Joint submission to the UN Special Rapporteur on contemporary forms of racism, racial discrimination, xenophobia and related intolerance (pdf):
"We recommend the UN Special Rapporteur in her upcoming report to:
- analyse and assess the regulation and governance of digital technologies deployed in the context of border enforcement and administration;
- demand that such technologies should be used only in accordance with human rights standards, ensuring a legal framework, appropriate safeguards, effective oversight and remedial mechanisms are in place;
- call states to take nto account before implementing such measures the need to ensure that the deployment of new technologies is not discriminatory.

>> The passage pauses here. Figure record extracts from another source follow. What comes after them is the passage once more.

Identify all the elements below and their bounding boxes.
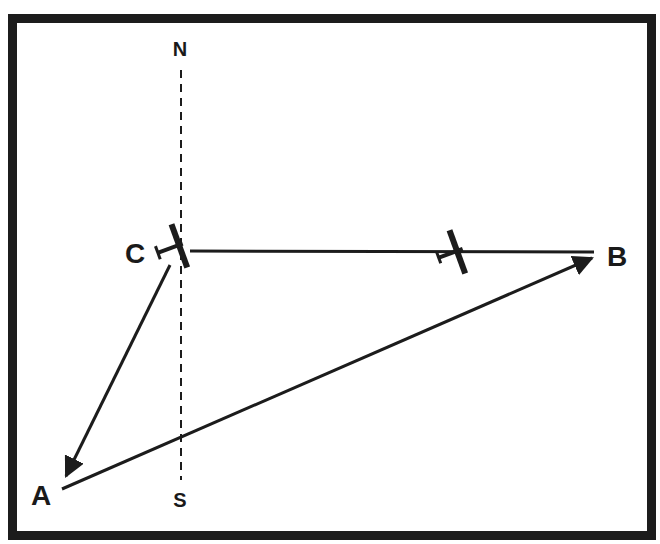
label-south: S xyxy=(173,489,186,511)
arrow-a-to-b xyxy=(62,258,592,489)
label-north: N xyxy=(173,38,187,60)
label-point-a: A xyxy=(31,480,51,511)
arrow-c-to-a xyxy=(66,265,170,476)
label-point-b: B xyxy=(607,241,627,272)
line-c-to-b xyxy=(190,251,594,252)
wind-triangle-diagram: N S C B A xyxy=(0,0,660,544)
label-point-c: C xyxy=(125,238,145,269)
airplane-icon-on-course xyxy=(430,228,471,280)
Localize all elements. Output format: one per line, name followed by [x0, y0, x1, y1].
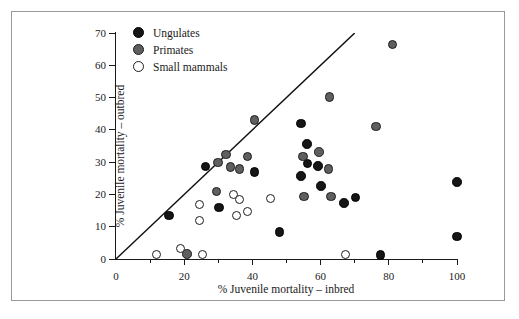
data-point-ungulate — [275, 227, 285, 237]
x-tick-60 — [320, 259, 321, 265]
x-minor-tick-70 — [354, 259, 355, 263]
x-tick-label-text: 60 — [315, 270, 326, 282]
y-tick-label-50: 50 — [84, 92, 106, 102]
y-tick-0 — [109, 259, 115, 260]
x-tick-label-0: 0 — [101, 266, 131, 284]
legend-item-small[interactable]: Small mammals — [133, 58, 227, 75]
data-point-primate — [325, 92, 335, 102]
data-point-ungulate — [339, 198, 349, 208]
x-minor-tick-10 — [150, 259, 151, 263]
chart-legend: UngulatesPrimatesSmall mammals — [133, 24, 227, 75]
scatter-plot: 010203040506070 020406080100 % Juvenile … — [0, 0, 519, 319]
data-point-ungulate — [250, 167, 260, 177]
x-tick-label-40: 40 — [237, 266, 267, 284]
y-tick-label-text: 40 — [84, 124, 106, 135]
data-point-ungulate — [214, 203, 224, 213]
y-tick-label-60: 60 — [84, 60, 106, 70]
data-point-small — [198, 250, 207, 259]
y-tick-70 — [109, 33, 115, 34]
y-tick-label-text: 10 — [84, 221, 106, 232]
data-point-primate — [226, 162, 236, 172]
y-tick-label-text: 60 — [84, 60, 106, 71]
data-point-primate — [371, 122, 381, 132]
x-tick-label-20: 20 — [169, 266, 199, 284]
y-tick-label-20: 20 — [84, 189, 106, 199]
x-minor-tick-30 — [218, 259, 219, 263]
data-point-ungulate — [376, 250, 386, 260]
data-point-ungulate — [452, 232, 462, 242]
data-point-primate — [235, 164, 245, 174]
y-tick-label-text: 50 — [84, 92, 106, 103]
x-minor-tick-50 — [286, 259, 287, 263]
x-axis-title: % Juvenile mortality – inbred — [115, 283, 457, 295]
x-tick-label-100: 100 — [442, 266, 472, 284]
data-point-primate — [250, 115, 260, 125]
y-axis-title: % Juvenile mortality – outbred — [114, 61, 126, 251]
data-point-small — [232, 211, 241, 220]
data-point-ungulate — [351, 193, 361, 203]
data-point-primate — [299, 192, 309, 202]
legend-item-label: Ungulates — [153, 27, 200, 39]
legend-item-label: Small mammals — [153, 61, 227, 73]
x-tick-label-60: 60 — [306, 266, 336, 284]
x-tick-label-80: 80 — [374, 266, 404, 284]
figure-container: 010203040506070 020406080100 % Juvenile … — [0, 0, 519, 319]
x-tick-20 — [184, 259, 185, 265]
y-tick-label-40: 40 — [84, 124, 106, 134]
y-tick-label-10: 10 — [84, 221, 106, 231]
data-point-ungulate — [313, 161, 323, 171]
data-point-small — [235, 195, 244, 204]
data-point-ungulate — [296, 171, 306, 181]
data-point-ungulate — [302, 139, 312, 149]
legend-item-ungulate[interactable]: Ungulates — [133, 24, 227, 41]
data-point-primate — [326, 192, 336, 202]
y-tick-label-text: 70 — [84, 28, 106, 39]
y-tick-label-text: 20 — [84, 189, 106, 200]
y-tick-label-text: 30 — [84, 157, 106, 168]
y-tick-label-0: 0 — [84, 254, 106, 264]
data-point-small — [195, 200, 204, 209]
x-minor-tick-90 — [422, 259, 423, 263]
data-point-ungulate — [452, 177, 462, 187]
y-tick-label-70: 70 — [84, 28, 106, 38]
legend-marker-primate-icon — [133, 44, 144, 55]
data-point-primate — [388, 40, 398, 50]
data-point-primate — [324, 164, 334, 174]
x-tick-label-text: 100 — [449, 270, 466, 282]
x-tick-100 — [457, 259, 458, 265]
data-point-ungulate — [316, 181, 326, 191]
y-tick-label-30: 30 — [84, 157, 106, 167]
data-point-ungulate — [296, 119, 306, 129]
legend-marker-small-icon — [133, 61, 144, 72]
x-tick-label-text: 80 — [383, 270, 394, 282]
legend-marker-ungulate-icon — [133, 27, 144, 38]
x-tick-label-text: 0 — [113, 270, 119, 282]
x-tick-label-text: 20 — [179, 270, 190, 282]
x-tick-label-text: 40 — [247, 270, 258, 282]
data-point-small — [341, 250, 350, 259]
data-point-primate — [221, 150, 231, 160]
legend-item-primate[interactable]: Primates — [133, 41, 227, 58]
y-tick-label-text: 0 — [84, 254, 106, 265]
data-point-primate — [213, 158, 223, 168]
legend-item-label: Primates — [153, 44, 193, 56]
x-tick-80 — [388, 259, 389, 265]
data-point-primate — [314, 147, 324, 157]
y-axis-title-holder: % Juvenile mortality – outbred — [55, 45, 75, 245]
x-tick-40 — [252, 259, 253, 265]
data-point-small — [152, 250, 161, 259]
data-point-ungulate — [164, 211, 174, 221]
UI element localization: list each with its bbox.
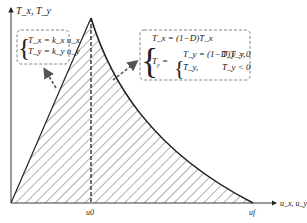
right-eq-line2a-cond: T̄_y > 0	[222, 49, 251, 60]
right-eq-ty-label: Ty =	[152, 56, 168, 71]
left-equations: T_x = k_x u_x T_y = k_y u_y	[28, 35, 80, 57]
right-eq-line2b-cond: T̄_y < 0	[222, 62, 251, 73]
right-eq-line2b: T̄_y,	[183, 62, 198, 73]
y-axis-label: T_x, T_y	[16, 5, 52, 16]
tick-label-uf: uf	[249, 208, 257, 217]
arrow-to-left-box	[45, 70, 56, 88]
tick-label-u0: u0	[86, 208, 94, 217]
x-axis-label: u_x, u_y	[280, 199, 307, 208]
right-eq-line1: T_x = (1−D)T̄_x	[152, 33, 213, 44]
left-eq-line1: T_x = k_x u_x	[28, 35, 80, 46]
left-eq-line2: T_y = k_y u_y	[28, 46, 80, 57]
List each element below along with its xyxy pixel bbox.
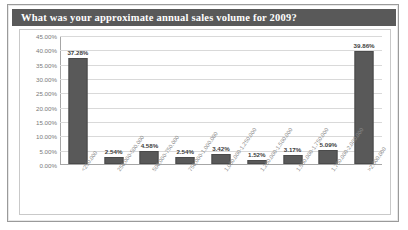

examine how the deployment of these technologies are contributing to the marginalisation and further discrimination of people in vulnerable situations;
underline the impact of these digital technologies on people at the border;
- consider adopting a wide approach to the understanding of border, to take into account border externalisation and border digitalisation considerations;
consider the role of private companies in immigration enforcement and in particular in building digital borders;
- underline states’ accountability for financing border externalisation and using such financing to extend their border to other countries
This submission provides information on specific digital technologies in service of border enforcement and administration policies, as well as an overview of how such practices amount to serious violations of the right to privacy of migrants and as a result facilitate violations of other human rights of migrants, refugees, stateless people, non-citizens, and individuals or groups who are or who are perceived to be foreign."